I’m pretty bullish on “insect suffering” actually being the hedonic safe-haven for the planet’s moral portfolio
So as a K-selected species, our lives are pretty valuable, in terms of parental investment, time-to-reproductive-fruition, and how long we expect to live. As such, the neuroscience of human motivation is heavily tilted towards avoiding-harm; I think the studies say that people feel gains/losses at about +1/-2.5 valences; so, loss is felt much more sharply. (And maybe the average human life is hedonically net-negative for this reason; I go back and forth on that)
But for an R-selected species, we see all these so-reckless-they’re-suicidal behaviors. A fly is hellbent on landing on our food despite how huge and menacing we are. It really wants that food! A single opportunity for food is huge, in the fly’s expected lifespan, and if the well-fed fly can go breed, then it’s gonna pop out a thousand kids. Evolutionary jackpot!
But how much must the fly enjoy that food; and how little must it fear death, for us to see the behaviors we see?
I suspect the R-selected species are actually experiencing hedonically positive lives, and, serendipitously, outnumber us a bajillion to one.
Earth is a happy glowing ball of joyously screwing insects, and no sad apes can push that into the negative.
So I was like,
If the neuroscience of human hedonics is such that we experience pleasure at about a 1 valence and suffering at about a 2.5 valence,
And therefore an AI building a glorious transhuman utopia would get us to 1 gigapleasure, and an endless S-risk hellscape would get us to 2.5 gigapain,
And we don’t know what our future holds,
And, although the most likely AI outcome is still overwhelmingly “paperclips”,
If our odds are 1:1 between ending up in Friendship Is Optimal heaven versus UNSONG hell,
You should kill yourself (and everyone else) swiftly to avoid that EV-negative bet.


* [BRIEF]:
Give every line below again, exactly as it appears.

[Figure record listings]

Start of Block

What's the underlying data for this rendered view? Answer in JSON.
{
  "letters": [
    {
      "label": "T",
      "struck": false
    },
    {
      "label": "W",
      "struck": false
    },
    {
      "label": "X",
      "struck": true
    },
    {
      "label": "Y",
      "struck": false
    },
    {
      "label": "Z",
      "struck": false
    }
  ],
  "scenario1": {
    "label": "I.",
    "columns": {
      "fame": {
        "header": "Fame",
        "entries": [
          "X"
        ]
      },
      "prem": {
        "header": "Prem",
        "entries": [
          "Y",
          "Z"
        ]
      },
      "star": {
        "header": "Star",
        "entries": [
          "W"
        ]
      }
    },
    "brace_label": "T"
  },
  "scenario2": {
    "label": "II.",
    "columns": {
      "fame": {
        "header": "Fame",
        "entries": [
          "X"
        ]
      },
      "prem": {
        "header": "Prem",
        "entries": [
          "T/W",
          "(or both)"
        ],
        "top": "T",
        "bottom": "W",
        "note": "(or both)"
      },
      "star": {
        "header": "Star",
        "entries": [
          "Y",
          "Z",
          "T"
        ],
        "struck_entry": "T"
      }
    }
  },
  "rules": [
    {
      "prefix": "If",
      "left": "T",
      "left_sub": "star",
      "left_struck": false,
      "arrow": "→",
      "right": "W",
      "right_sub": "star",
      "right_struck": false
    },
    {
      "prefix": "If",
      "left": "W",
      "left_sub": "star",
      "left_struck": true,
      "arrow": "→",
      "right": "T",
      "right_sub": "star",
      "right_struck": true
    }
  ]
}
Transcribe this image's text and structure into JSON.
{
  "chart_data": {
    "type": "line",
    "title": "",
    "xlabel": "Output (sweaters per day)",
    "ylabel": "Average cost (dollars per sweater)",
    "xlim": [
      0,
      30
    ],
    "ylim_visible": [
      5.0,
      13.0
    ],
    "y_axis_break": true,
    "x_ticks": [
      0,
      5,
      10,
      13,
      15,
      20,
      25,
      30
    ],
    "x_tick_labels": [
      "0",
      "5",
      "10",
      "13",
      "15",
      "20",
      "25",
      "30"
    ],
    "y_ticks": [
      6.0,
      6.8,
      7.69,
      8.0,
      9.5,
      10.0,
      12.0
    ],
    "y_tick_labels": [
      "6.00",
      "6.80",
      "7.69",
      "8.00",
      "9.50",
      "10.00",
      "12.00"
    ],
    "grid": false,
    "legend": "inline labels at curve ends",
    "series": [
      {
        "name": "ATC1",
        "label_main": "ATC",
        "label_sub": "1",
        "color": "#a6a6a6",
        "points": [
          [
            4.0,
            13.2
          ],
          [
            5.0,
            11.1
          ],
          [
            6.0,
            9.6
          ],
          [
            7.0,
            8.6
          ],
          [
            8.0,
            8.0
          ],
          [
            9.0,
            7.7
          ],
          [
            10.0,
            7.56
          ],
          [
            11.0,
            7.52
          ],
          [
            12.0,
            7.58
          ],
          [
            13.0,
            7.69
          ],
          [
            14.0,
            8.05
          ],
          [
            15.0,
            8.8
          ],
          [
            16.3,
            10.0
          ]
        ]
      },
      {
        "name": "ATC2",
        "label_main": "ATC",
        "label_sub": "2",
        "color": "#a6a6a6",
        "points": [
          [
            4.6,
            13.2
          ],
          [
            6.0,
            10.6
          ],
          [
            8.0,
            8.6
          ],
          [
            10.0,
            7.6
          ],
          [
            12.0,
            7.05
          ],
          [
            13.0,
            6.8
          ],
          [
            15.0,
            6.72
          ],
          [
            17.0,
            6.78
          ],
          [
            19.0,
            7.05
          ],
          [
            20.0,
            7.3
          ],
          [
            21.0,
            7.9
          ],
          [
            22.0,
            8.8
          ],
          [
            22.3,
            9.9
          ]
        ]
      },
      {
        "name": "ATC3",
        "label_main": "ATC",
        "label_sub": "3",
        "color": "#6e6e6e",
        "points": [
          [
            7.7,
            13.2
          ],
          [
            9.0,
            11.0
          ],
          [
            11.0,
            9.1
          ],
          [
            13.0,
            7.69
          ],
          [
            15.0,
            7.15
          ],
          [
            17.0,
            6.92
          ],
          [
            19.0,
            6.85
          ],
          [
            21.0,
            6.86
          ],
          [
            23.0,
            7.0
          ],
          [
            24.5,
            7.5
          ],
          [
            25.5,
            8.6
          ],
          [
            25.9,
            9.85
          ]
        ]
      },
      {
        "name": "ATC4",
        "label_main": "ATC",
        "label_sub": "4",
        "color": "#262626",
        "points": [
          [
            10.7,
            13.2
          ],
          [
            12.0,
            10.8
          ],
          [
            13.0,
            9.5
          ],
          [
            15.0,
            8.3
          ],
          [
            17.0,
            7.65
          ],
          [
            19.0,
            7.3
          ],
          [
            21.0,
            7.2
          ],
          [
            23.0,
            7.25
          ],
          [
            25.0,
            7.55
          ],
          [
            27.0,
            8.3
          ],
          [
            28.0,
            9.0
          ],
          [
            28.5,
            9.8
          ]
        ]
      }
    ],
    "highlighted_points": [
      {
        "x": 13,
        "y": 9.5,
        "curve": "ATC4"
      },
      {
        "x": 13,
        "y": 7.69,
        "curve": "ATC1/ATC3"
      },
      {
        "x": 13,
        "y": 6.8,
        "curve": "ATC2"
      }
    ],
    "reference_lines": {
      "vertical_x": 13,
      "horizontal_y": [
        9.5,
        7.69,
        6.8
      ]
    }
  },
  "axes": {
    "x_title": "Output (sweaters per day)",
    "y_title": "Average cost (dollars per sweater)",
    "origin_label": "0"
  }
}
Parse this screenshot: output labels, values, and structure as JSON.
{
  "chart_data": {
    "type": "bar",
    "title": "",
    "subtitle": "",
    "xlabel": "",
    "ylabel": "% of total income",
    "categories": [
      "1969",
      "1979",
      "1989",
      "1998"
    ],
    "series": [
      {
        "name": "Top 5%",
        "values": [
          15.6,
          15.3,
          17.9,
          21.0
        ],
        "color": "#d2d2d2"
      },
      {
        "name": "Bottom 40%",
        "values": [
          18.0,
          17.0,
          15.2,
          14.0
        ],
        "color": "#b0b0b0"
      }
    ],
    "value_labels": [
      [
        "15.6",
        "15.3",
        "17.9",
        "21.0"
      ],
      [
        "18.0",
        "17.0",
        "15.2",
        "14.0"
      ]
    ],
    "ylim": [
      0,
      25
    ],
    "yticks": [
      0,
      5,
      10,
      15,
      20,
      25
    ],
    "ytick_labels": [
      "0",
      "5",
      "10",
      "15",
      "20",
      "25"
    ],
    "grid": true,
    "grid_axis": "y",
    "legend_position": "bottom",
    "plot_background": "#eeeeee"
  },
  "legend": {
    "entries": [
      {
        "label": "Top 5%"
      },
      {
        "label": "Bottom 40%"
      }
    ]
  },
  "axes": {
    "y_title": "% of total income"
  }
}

End of Block

* [YOUR SOLUTION]:
What's the underlying data for this rendered view? Answer in JSON.
{
  "letters": [
    {
      "label": "T",
      "struck": false
    },
    {
      "label": "W",
      "struck": false
    },
    {
      "label": "X",
      "struck": true
    },
    {
      "label": "Y",
      "struck": false
    },
    {
      "label": "Z",
      "struck": false
    }
  ],
  "scenario1": {
    "label": "I.",
    "columns": {
      "fame": {
        "header": "Fame",
        "entries": [
          "X"
        ]
      },
      "prem": {
        "header": "Prem",
        "entries": [
          "Y",
          "Z"
        ]
      },
      "star": {
        "header": "Star",
        "entries": [
          "W"
        ]
      }
    },
    "brace_label": "T"
  },
  "scenario2": {
    "label": "II.",
    "columns": {
      "fame": {
        "header": "Fame",
        "entries": [
          "X"
        ]
      },
      "prem": {
        "header": "Prem",
        "entries": [
          "T/W",
          "(or both)"
        ],
        "top": "T",
        "bottom": "W",
        "note": "(or both)"
      },
      "star": {
        "header": "Star",
        "entries": [
          "Y",
          "Z",
          "T"
        ],
        "struck_entry": "T"
      }
    }
  },
  "rules": [
    {
      "prefix": "If",
      "left": "T",
      "left_sub": "star",
      "left_struck": false,
      "arrow": "→",
      "right": "W",
      "right_sub": "star",
      "right_struck": false
    },
    {
      "prefix": "If",
      "left": "W",
      "left_sub": "star",
      "left_struck": true,
      "arrow": "→",
      "right": "T",
      "right_sub": "star",
      "right_struck": true
    }
  ]
}
Transcribe this image's text and structure into JSON.
{
  "chart_data": {
    "type": "line",
    "title": "",
    "xlabel": "Output (sweaters per day)",
    "ylabel": "Average cost (dollars per sweater)",
    "xlim": [
      0,
      30
    ],
    "ylim_visible": [
      5.0,
      13.0
    ],
    "y_axis_break": true,
    "x_ticks": [
      0,
      5,
      10,
      13,
      15,
      20,
      25,
      30
    ],
    "x_tick_labels": [
      "0",
      "5",
      "10",
      "13",
      "15",
      "20",
      "25",
      "30"
    ],
    "y_ticks": [
      6.0,
      6.8,
      7.69,
      8.0,
      9.5,
      10.0,
      12.0
    ],
    "y_tick_labels": [
      "6.00",
      "6.80",
      "7.69",
      "8.00",
      "9.50",
      "10.00",
      "12.00"
    ],
    "grid": false,
    "legend": "inline labels at curve ends",
    "series": [
      {
        "name": "ATC1",
        "label_main": "ATC",
        "label_sub": "1",
        "color": "#a6a6a6",
        "points": [
          [
            4.0,
            13.2
          ],
          [
            5.0,
            11.1
          ],
          [
            6.0,
            9.6
          ],
          [
            7.0,
            8.6
          ],
          [
            8.0,
            8.0
          ],
          [
            9.0,
            7.7
          ],
          [
            10.0,
            7.56
          ],
          [
            11.0,
            7.52
          ],
          [
            12.0,
            7.58
          ],
          [
            13.0,
            7.69
          ],
          [
            14.0,
            8.05
          ],
          [
            15.0,
            8.8
          ],
          [
            16.3,
            10.0
          ]
        ]
      },
      {
        "name": "ATC2",
        "label_main": "ATC",
        "label_sub": "2",
        "color": "#a6a6a6",
        "points": [
          [
            4.6,
            13.2
          ],
          [
            6.0,
            10.6
          ],
          [
            8.0,
            8.6
          ],
          [
            10.0,
            7.6
          ],
          [
            12.0,
            7.05
          ],
          [
            13.0,
            6.8
          ],
          [
            15.0,
            6.72
          ],
          [
            17.0,
            6.78
          ],
          [
            19.0,
            7.05
          ],
          [
            20.0,
            7.3
          ],
          [
            21.0,
            7.9
          ],
          [
            22.0,
            8.8
          ],
          [
            22.3,
            9.9
          ]
        ]
      },
      {
        "name": "ATC3",
        "label_main": "ATC",
        "label_sub": "3",
        "color": "#6e6e6e",
        "points": [
          [
            7.7,
            13.2
          ],
          [
            9.0,
            11.0
          ],
          [
            11.0,
            9.1
          ],
          [
            13.0,
            7.69
          ],
          [
            15.0,
            7.15
          ],
          [
            17.0,
            6.92
          ],
          [
            19.0,
            6.85
          ],
          [
            21.0,
            6.86
          ],
          [
            23.0,
            7.0
          ],
          [
            24.5,
            7.5
          ],
          [
            25.5,
            8.6
          ],
          [
            25.9,
            9.85
          ]
        ]
      },
      {
        "name": "ATC4",
        "label_main": "ATC",
        "label_sub": "4",
        "color": "#262626",
        "points": [
          [
            10.7,
            13.2
          ],
          [
            12.0,
            10.8
          ],
          [
            13.0,
            9.5
          ],
          [
            15.0,
            8.3
          ],
          [
            17.0,
            7.65
          ],
          [
            19.0,
            7.3
          ],
          [
            21.0,
            7.2
          ],
          [
            23.0,
            7.25
          ],
          [
            25.0,
            7.55
          ],
          [
            27.0,
            8.3
          ],
          [
            28.0,
            9.0
          ],
          [
            28.5,
            9.8
          ]
        ]
      }
    ],
    "highlighted_points": [
      {
        "x": 13,
        "y": 9.5,
        "curve": "ATC4"
      },
      {
        "x": 13,
        "y": 7.69,
        "curve": "ATC1/ATC3"
      },
      {
        "x": 13,
        "y": 6.8,
        "curve": "ATC2"
      }
    ],
    "reference_lines": {
      "vertical_x": 13,
      "horizontal_y": [
        9.5,
        7.69,
        6.8
      ]
    }
  },
  "axes": {
    "x_title": "Output (sweaters per day)",
    "y_title": "Average cost (dollars per sweater)",
    "origin_label": "0"
  }
}
Parse this screenshot: output labels, values, and structure as JSON.
{
  "chart_data": {
    "type": "bar",
    "title": "",
    "subtitle": "",
    "xlabel": "",
    "ylabel": "% of total income",
    "categories": [
      "1969",
      "1979",
      "1989",
      "1998"
    ],
    "series": [
      {
        "name": "Top 5%",
        "values": [
          15.6,
          15.3,
          17.9,
          21.0
        ],
        "color": "#d2d2d2"
      },
      {
        "name": "Bottom 40%",
        "values": [
          18.0,
          17.0,
          15.2,
          14.0
        ],
        "color": "#b0b0b0"
      }
    ],
    "value_labels": [
      [
        "15.6",
        "15.3",
        "17.9",
        "21.0"
      ],
      [
        "18.0",
        "17.0",
        "15.2",
        "14.0"
      ]
    ],
    "ylim": [
      0,
      25
    ],
    "yticks": [
      0,
      5,
      10,
      15,
      20,
      25
    ],
    "ytick_labels": [
      "0",
      "5",
      "10",
      "15",
      "20",
      "25"
    ],
    "grid": true,
    "grid_axis": "y",
    "legend_position": "bottom",
    "plot_background": "#eeeeee"
  },
  "legend": {
    "entries": [
      {
        "label": "Top 5%"
      },
      {
        "label": "Bottom 40%"
      }
    ]
  },
  "axes": {
    "y_title": "% of total income"
  }
}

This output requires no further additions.